Like "Cuckoo's Nest", this novel is as big and as expansive as the Pacific Northwest it is set in, where Kesey spins the colorful tale of a ogging family pit by circumstance against big business and the negativity of small town America. Describhed with his usual kaliedoscopic powers of wonderfully flowing detail and color, this is a complex and multi-layered tale, with more than enough ingredients for sustained exploration and interest; passion, betrayal, the intricate inner workings of an interesting family of individuals who love and need each other but at the same time want and need to stretch and grow, to be more than just who they are within the confines of that family.

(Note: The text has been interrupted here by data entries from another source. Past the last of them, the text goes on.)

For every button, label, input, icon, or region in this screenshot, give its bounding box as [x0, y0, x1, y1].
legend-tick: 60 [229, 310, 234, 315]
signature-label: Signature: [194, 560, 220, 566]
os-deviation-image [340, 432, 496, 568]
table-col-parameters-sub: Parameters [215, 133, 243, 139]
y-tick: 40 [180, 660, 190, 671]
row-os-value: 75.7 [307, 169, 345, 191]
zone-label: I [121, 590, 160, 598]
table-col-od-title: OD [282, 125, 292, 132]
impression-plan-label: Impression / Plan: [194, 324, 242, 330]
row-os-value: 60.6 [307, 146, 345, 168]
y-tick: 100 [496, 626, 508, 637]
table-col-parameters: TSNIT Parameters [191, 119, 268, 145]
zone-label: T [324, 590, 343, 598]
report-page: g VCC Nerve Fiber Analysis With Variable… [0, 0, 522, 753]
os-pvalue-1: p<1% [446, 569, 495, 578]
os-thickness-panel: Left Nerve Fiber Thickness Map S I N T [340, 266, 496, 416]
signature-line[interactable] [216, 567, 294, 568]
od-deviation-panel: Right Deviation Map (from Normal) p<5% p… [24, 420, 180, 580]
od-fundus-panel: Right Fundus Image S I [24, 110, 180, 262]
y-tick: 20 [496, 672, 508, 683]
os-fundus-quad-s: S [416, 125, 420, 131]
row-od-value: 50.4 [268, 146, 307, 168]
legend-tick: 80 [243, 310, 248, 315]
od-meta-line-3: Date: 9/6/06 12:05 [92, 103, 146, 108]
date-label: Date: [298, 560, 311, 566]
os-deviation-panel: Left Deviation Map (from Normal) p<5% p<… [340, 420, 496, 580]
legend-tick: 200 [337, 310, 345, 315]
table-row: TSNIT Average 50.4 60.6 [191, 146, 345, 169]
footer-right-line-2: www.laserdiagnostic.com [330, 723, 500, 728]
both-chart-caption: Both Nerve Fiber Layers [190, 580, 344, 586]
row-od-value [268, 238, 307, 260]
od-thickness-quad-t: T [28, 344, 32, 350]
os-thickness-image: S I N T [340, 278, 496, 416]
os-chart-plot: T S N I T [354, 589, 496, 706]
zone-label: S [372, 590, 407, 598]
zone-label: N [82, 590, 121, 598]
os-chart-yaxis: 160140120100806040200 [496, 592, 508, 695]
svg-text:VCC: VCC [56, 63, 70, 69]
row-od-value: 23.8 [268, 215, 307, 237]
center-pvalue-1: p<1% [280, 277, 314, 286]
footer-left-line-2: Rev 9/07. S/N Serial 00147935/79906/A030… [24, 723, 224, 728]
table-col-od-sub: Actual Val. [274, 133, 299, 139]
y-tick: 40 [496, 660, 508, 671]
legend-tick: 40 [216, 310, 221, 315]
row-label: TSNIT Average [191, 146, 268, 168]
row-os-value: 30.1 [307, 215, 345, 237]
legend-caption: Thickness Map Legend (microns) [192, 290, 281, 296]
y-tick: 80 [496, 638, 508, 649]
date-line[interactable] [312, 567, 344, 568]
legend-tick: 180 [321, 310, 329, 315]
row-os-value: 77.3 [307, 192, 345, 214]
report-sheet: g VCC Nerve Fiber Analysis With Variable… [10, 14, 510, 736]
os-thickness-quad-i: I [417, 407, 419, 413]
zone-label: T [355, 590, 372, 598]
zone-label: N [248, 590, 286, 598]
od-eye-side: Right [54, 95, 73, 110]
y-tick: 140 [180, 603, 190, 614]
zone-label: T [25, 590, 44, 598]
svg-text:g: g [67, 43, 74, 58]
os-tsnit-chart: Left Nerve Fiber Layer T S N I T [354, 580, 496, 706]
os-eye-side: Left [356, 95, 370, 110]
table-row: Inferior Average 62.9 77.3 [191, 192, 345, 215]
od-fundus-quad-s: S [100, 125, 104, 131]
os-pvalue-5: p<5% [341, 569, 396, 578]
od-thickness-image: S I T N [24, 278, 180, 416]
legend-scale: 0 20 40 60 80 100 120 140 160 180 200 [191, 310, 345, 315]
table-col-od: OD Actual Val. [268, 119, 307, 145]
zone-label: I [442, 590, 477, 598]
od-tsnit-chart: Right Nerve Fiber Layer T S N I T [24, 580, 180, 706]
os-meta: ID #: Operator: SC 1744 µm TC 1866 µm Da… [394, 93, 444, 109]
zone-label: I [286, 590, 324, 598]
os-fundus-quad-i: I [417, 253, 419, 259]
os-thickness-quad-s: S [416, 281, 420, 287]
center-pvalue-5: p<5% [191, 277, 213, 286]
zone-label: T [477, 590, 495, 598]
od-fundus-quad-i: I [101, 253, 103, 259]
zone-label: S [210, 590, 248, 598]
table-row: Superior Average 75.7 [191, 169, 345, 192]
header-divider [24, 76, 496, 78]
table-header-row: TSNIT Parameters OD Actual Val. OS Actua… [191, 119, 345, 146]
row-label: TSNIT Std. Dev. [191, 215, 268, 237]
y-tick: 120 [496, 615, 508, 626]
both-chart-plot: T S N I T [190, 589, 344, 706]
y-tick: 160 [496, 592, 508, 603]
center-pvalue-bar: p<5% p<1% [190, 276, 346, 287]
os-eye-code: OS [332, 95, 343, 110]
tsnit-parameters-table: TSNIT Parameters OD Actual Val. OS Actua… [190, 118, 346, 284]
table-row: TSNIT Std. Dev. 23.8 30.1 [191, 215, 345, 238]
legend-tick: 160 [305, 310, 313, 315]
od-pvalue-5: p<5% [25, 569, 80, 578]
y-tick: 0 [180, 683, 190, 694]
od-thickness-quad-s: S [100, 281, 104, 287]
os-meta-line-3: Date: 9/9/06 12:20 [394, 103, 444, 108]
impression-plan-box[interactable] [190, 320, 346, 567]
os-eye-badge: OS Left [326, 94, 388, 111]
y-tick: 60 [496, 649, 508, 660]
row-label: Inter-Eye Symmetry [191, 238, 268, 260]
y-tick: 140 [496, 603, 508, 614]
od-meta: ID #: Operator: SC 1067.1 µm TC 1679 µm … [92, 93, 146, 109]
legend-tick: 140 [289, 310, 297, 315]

In a sense this book is a almost a deliberate self-parody; Kesey shows there are many more ways to be a man than through the mere use of what are usually thought of as masculine characteristics. Thus we have a character like Hank, the ultimate bad-ass Stamper counterposed by Leland, the younger half-brother who is intellectually curious, a bit rowdy and uncertain, and who is exploring wht it means to be a "Stamper". This interesting rivalry and opposition between the brothers is used to explore a whole range of issues about what it means to be areal man and a real grown-up, and Kesey understands that in contemporary America the two hardly mean the same thing. Yet at heart, this is a novel that lovingly but urgently explores the idea of family; what it should be, what it is, and what it should never let itself become. The Stampers beseiged are the family at their best, fighting, working, loving, and struggling together to keep it together and to define their own future and their very own version of the American dream; one they define and create, and expressly not the easy and popular one manufactured and sold politically and economically by big business and by the local townfolk themselves. This, then, is a novel that explores so many levels that it is undoubtedly will be continue to be read and interpreted and reread and reinterpreted again and again over the coming decades. May it well survive the journey, and may it well navigate its course, just as the Stampers do, through a deep understanding, love and appreciation for what it means to be an individual as well as a family member in contemporary American life, learning along the way. Ken Kesey never disappoints, but he is sometimes hard to keep up with as he chuckles his way ahead of us into the stormy rapids of life. Enjoy!

The Great American Novel

The Great American Novel was written over 30 years ago, and it's name is "Sometimes a Great Notion."One of those books that changes lives. I first read it at age 17, re-read it countless times during my 20s, and recently read it again at age 47.It's frightening, and often disheartening, to go back to favorites as you grow older. Books that seemed dazzling to the teenage perspective seldom retain their charm to the older reader. Happily, I found Sometimes ... just as remarkable, just as thought-provoking, just as entertaining as I did 30 years ago.The descriptions of the Oregon woods, the conflict of brother vs. brother and individualist vs. group are laser bright and beautiful. I envy you if this is the first time you'll read this book. It is Hank's bell.